Practical Tips to Save Money on a Partial World Cruise

Pick the "transition" segments. The legs crossing oceans (Pacific crossings, transatlantics mid-voyage) are often priced 20–30% cheaper than the destination-rich segments. You still get sea days, the ship, and the experience — just fewer must-see ports.

Book an inside or oceanview cabin. On a 45-day voyage, you're spending a huge portion of time in port. A balcony you barely use for $15,000 extra doesn't pencil out for most travelers.

Factor in all-inclusive lines seriously. At first glance, Regent at $850/day looks obscene next to Holland America at $280/day. But strip out Holland America's drinks ($95/day), gratuities ($20/day), and excursions ($120/day average), and the gap shrinks dramatically — sometimes disappears.

Watch for world cruise segment launch promotions. Lines like Holland America and Princess often release segments with early-booking bonuses: $1,000–$3,000 in onboard credit, free gratuities, or included drink packages. These are legitimate savings.

Consider joining mid-voyage at a major hub port. Flying into Singapore, Sydney, Cape Town, or Barcelona — major transit hubs — is almost always cheaper than flying to an obscure turnaround port. Structure your segment booking around easy-access embarkation points.

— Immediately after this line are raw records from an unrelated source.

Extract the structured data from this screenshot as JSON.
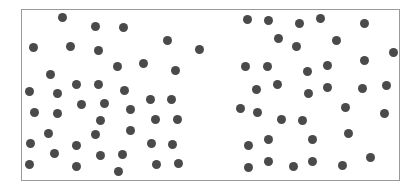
{
  "figure": {
    "frame": {
      "left": 21,
      "top": 9,
      "right": 399,
      "bottom": 180,
      "border_color": "#9a9a9a"
    },
    "dot_color": "#4a4a4a",
    "dot_diameter": 9
  },
  "clusters": [
    {
      "name": "left",
      "count": 42,
      "dots": [
        [
          62,
          17
        ],
        [
          95,
          26
        ],
        [
          123,
          27
        ],
        [
          33,
          47
        ],
        [
          70,
          46
        ],
        [
          98,
          50
        ],
        [
          167,
          40
        ],
        [
          199,
          49
        ],
        [
          117,
          66
        ],
        [
          143,
          63
        ],
        [
          175,
          70
        ],
        [
          50,
          74
        ],
        [
          76,
          84
        ],
        [
          98,
          84
        ],
        [
          124,
          90
        ],
        [
          29,
          91
        ],
        [
          57,
          93
        ],
        [
          81,
          104
        ],
        [
          104,
          103
        ],
        [
          130,
          109
        ],
        [
          150,
          99
        ],
        [
          171,
          99
        ],
        [
          34,
          112
        ],
        [
          57,
          113
        ],
        [
          100,
          120
        ],
        [
          155,
          119
        ],
        [
          177,
          119
        ],
        [
          48,
          133
        ],
        [
          95,
          134
        ],
        [
          130,
          130
        ],
        [
          30,
          143
        ],
        [
          76,
          145
        ],
        [
          151,
          143
        ],
        [
          172,
          144
        ],
        [
          54,
          153
        ],
        [
          100,
          155
        ],
        [
          122,
          154
        ],
        [
          29,
          164
        ],
        [
          76,
          166
        ],
        [
          118,
          171
        ],
        [
          156,
          164
        ],
        [
          178,
          163
        ]
      ]
    },
    {
      "name": "right",
      "count": 37,
      "dots": [
        [
          247,
          19
        ],
        [
          268,
          20
        ],
        [
          299,
          23
        ],
        [
          320,
          18
        ],
        [
          364,
          23
        ],
        [
          278,
          38
        ],
        [
          296,
          46
        ],
        [
          336,
          40
        ],
        [
          393,
          52
        ],
        [
          245,
          66
        ],
        [
          267,
          66
        ],
        [
          307,
          71
        ],
        [
          327,
          65
        ],
        [
          364,
          60
        ],
        [
          256,
          89
        ],
        [
          277,
          84
        ],
        [
          308,
          93
        ],
        [
          327,
          87
        ],
        [
          362,
          88
        ],
        [
          386,
          85
        ],
        [
          240,
          108
        ],
        [
          257,
          112
        ],
        [
          345,
          107
        ],
        [
          384,
          113
        ],
        [
          281,
          119
        ],
        [
          302,
          120
        ],
        [
          248,
          145
        ],
        [
          268,
          139
        ],
        [
          312,
          139
        ],
        [
          348,
          133
        ],
        [
          248,
          167
        ],
        [
          268,
          161
        ],
        [
          293,
          166
        ],
        [
          312,
          161
        ],
        [
          342,
          165
        ],
        [
          370,
          157
        ]
      ]
    }
  ]
}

Use a cruise specialist, not a generic travel agent. World cruise segments have complex terms around deposits (often 20–25% upfront, non-refundable earlier than standard sailings), cancellation policies, and segment-specific perks. Someone who does this regularly will save you headaches and sometimes money.

Which Cruise Lines Actually Offer Partial World Cruise Segments?

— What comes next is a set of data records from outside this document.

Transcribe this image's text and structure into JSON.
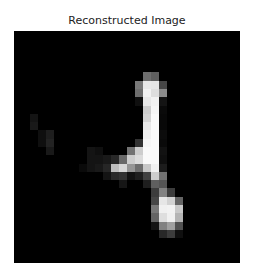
{
  "figure": {
    "title": "Reconstructed Image"
  },
  "image": {
    "width": 28,
    "height": 28,
    "colormap": "gray",
    "background_color": "#000000",
    "pixels": [
      [
        0,
        0,
        0,
        0,
        0,
        0,
        0,
        0,
        0,
        0,
        0,
        0,
        0,
        0,
        0,
        0,
        0,
        0,
        0,
        0,
        0,
        0,
        0,
        0,
        0,
        0,
        0,
        0
      ],
      [
        0,
        0,
        0,
        0,
        0,
        0,
        0,
        0,
        0,
        0,
        0,
        0,
        0,
        0,
        0,
        0,
        0,
        0,
        0,
        0,
        0,
        0,
        0,
        0,
        0,
        0,
        0,
        0
      ],
      [
        0,
        0,
        0,
        0,
        0,
        0,
        0,
        0,
        0,
        0,
        0,
        0,
        0,
        0,
        0,
        0,
        0,
        0,
        0,
        0,
        0,
        0,
        0,
        0,
        0,
        0,
        0,
        0
      ],
      [
        0,
        0,
        0,
        0,
        0,
        0,
        0,
        0,
        0,
        0,
        0,
        0,
        0,
        0,
        0,
        0,
        0,
        0,
        0,
        0,
        0,
        0,
        0,
        0,
        0,
        0,
        0,
        0
      ],
      [
        0,
        0,
        0,
        0,
        0,
        0,
        0,
        0,
        0,
        0,
        0,
        0,
        0,
        0,
        0,
        0,
        0,
        0,
        0,
        0,
        0,
        0,
        0,
        0,
        0,
        0,
        0,
        0
      ],
      [
        0,
        0,
        0,
        0,
        0,
        0,
        0,
        0,
        0,
        0,
        0,
        0,
        0,
        0,
        0,
        0,
        110,
        95,
        0,
        0,
        0,
        0,
        0,
        0,
        0,
        0,
        0,
        0
      ],
      [
        0,
        0,
        0,
        0,
        0,
        0,
        0,
        0,
        0,
        0,
        0,
        0,
        0,
        0,
        0,
        120,
        232,
        230,
        70,
        0,
        0,
        0,
        0,
        0,
        0,
        0,
        0,
        0
      ],
      [
        0,
        0,
        0,
        0,
        0,
        0,
        0,
        0,
        0,
        0,
        0,
        0,
        0,
        0,
        0,
        110,
        242,
        222,
        140,
        0,
        0,
        0,
        0,
        0,
        0,
        0,
        0,
        0
      ],
      [
        0,
        0,
        0,
        0,
        0,
        0,
        0,
        0,
        0,
        0,
        0,
        0,
        0,
        0,
        0,
        15,
        232,
        242,
        20,
        0,
        0,
        0,
        0,
        0,
        0,
        0,
        0,
        0
      ],
      [
        0,
        0,
        0,
        0,
        0,
        0,
        0,
        0,
        0,
        0,
        0,
        0,
        0,
        0,
        0,
        0,
        205,
        246,
        10,
        0,
        0,
        0,
        0,
        0,
        0,
        0,
        0,
        0
      ],
      [
        0,
        0,
        20,
        0,
        0,
        0,
        0,
        0,
        0,
        0,
        0,
        0,
        0,
        0,
        0,
        0,
        212,
        250,
        8,
        0,
        0,
        0,
        0,
        0,
        0,
        0,
        0,
        0
      ],
      [
        0,
        0,
        25,
        0,
        0,
        0,
        0,
        0,
        0,
        0,
        0,
        0,
        0,
        0,
        0,
        0,
        232,
        250,
        8,
        0,
        0,
        0,
        0,
        0,
        0,
        0,
        0,
        0
      ],
      [
        0,
        0,
        0,
        15,
        30,
        0,
        0,
        0,
        0,
        0,
        0,
        0,
        0,
        0,
        0,
        0,
        240,
        250,
        12,
        0,
        0,
        0,
        0,
        0,
        0,
        0,
        0,
        0
      ],
      [
        0,
        0,
        0,
        15,
        35,
        0,
        0,
        0,
        0,
        0,
        0,
        0,
        0,
        0,
        0,
        50,
        246,
        250,
        10,
        0,
        0,
        0,
        0,
        0,
        0,
        0,
        0,
        0
      ],
      [
        0,
        0,
        0,
        0,
        25,
        0,
        0,
        0,
        0,
        20,
        15,
        0,
        0,
        0,
        115,
        205,
        250,
        250,
        18,
        0,
        0,
        0,
        0,
        0,
        0,
        0,
        0,
        0
      ],
      [
        0,
        0,
        0,
        0,
        0,
        0,
        0,
        0,
        0,
        20,
        20,
        25,
        40,
        105,
        205,
        220,
        250,
        250,
        15,
        0,
        0,
        0,
        0,
        0,
        0,
        0,
        0,
        0
      ],
      [
        0,
        0,
        0,
        0,
        0,
        0,
        0,
        0,
        10,
        20,
        25,
        38,
        190,
        215,
        150,
        110,
        200,
        242,
        28,
        0,
        0,
        0,
        0,
        0,
        0,
        0,
        0,
        0
      ],
      [
        0,
        0,
        0,
        0,
        0,
        0,
        0,
        0,
        0,
        0,
        0,
        20,
        42,
        50,
        18,
        30,
        65,
        205,
        115,
        0,
        0,
        0,
        0,
        0,
        0,
        0,
        0,
        0
      ],
      [
        0,
        0,
        0,
        0,
        0,
        0,
        0,
        0,
        0,
        0,
        0,
        0,
        0,
        22,
        0,
        0,
        30,
        95,
        85,
        0,
        0,
        0,
        0,
        0,
        0,
        0,
        0,
        0
      ],
      [
        0,
        0,
        0,
        0,
        0,
        0,
        0,
        0,
        0,
        0,
        0,
        0,
        0,
        0,
        0,
        0,
        0,
        60,
        130,
        60,
        0,
        0,
        0,
        0,
        0,
        0,
        0,
        0
      ],
      [
        0,
        0,
        0,
        0,
        0,
        0,
        0,
        0,
        0,
        0,
        0,
        0,
        0,
        0,
        0,
        0,
        0,
        70,
        230,
        210,
        100,
        0,
        0,
        0,
        0,
        0,
        0,
        0
      ],
      [
        0,
        0,
        0,
        0,
        0,
        0,
        0,
        0,
        0,
        0,
        0,
        0,
        0,
        0,
        0,
        0,
        0,
        120,
        240,
        242,
        200,
        0,
        0,
        0,
        0,
        0,
        0,
        0
      ],
      [
        0,
        0,
        0,
        0,
        0,
        0,
        0,
        0,
        0,
        0,
        0,
        0,
        0,
        0,
        0,
        0,
        0,
        100,
        222,
        240,
        180,
        0,
        0,
        0,
        0,
        0,
        0,
        0
      ],
      [
        0,
        0,
        0,
        0,
        0,
        0,
        0,
        0,
        0,
        0,
        0,
        0,
        0,
        0,
        0,
        0,
        0,
        20,
        130,
        160,
        80,
        0,
        0,
        0,
        0,
        0,
        0,
        0
      ],
      [
        0,
        0,
        0,
        0,
        0,
        0,
        0,
        0,
        0,
        0,
        0,
        0,
        0,
        0,
        0,
        0,
        0,
        0,
        40,
        60,
        15,
        0,
        0,
        0,
        0,
        0,
        0,
        0
      ],
      [
        0,
        0,
        0,
        0,
        0,
        0,
        0,
        0,
        0,
        0,
        0,
        0,
        0,
        0,
        0,
        0,
        0,
        0,
        0,
        0,
        0,
        0,
        0,
        0,
        0,
        0,
        0,
        0
      ],
      [
        0,
        0,
        0,
        0,
        0,
        0,
        0,
        0,
        0,
        0,
        0,
        0,
        0,
        0,
        0,
        0,
        0,
        0,
        0,
        0,
        0,
        0,
        0,
        0,
        0,
        0,
        0,
        0
      ],
      [
        0,
        0,
        0,
        0,
        0,
        0,
        0,
        0,
        0,
        0,
        0,
        0,
        0,
        0,
        0,
        0,
        0,
        0,
        0,
        0,
        0,
        0,
        0,
        0,
        0,
        0,
        0,
        0
      ]
    ]
  }
}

Cruise Line World Cruise Product Segment Options All-Inclusive?
Holland America Grand World Voyage Yes — multiple segments No (drinks/excursions extra)
Princess Cruises World Cruise Yes — segments available No
Cunard World Voyage Yes — Queen Mary 2 & Queen Anne Partially (some meals included)
Oceania Cruises Around the World Yes — segments No (but drinks deals often bundled)
Regent Seven Seas Around the World Yes — segments Yes — fully inclusive
Silversea World Cruise Yes — segments Yes — fully inclusive
MSC Cruises World Cruise Limited segments No
Viking Ocean World Cruises Yes — segments Partially

Best for first-timers: Holland America or Princess — well-structured itineraries, reasonable prices, English-speaking onboard culture, strong segment availability.

Best for value-seekers who want simplicity: Regent Seven Seas — pay more upfront, stop doing math on every cocktail and shore trip.

Best for the experience itself: Oceania Cruises — exceptional food, thoughtful itineraries, smaller ships that get into ports big ships can't touch.

A partial world cruise is one of the genuinely great travel experiences you can have — and it doesn't require being retired or independently wealthy to pull off if you choose your segment and line wisely. Use CruiseMutiny to compare segment pricing across lines, model out your all-in costs including drinks, excursions, and flights, and figure out which partial world cruise actually fits your budget before you commit to that five-figure deposit.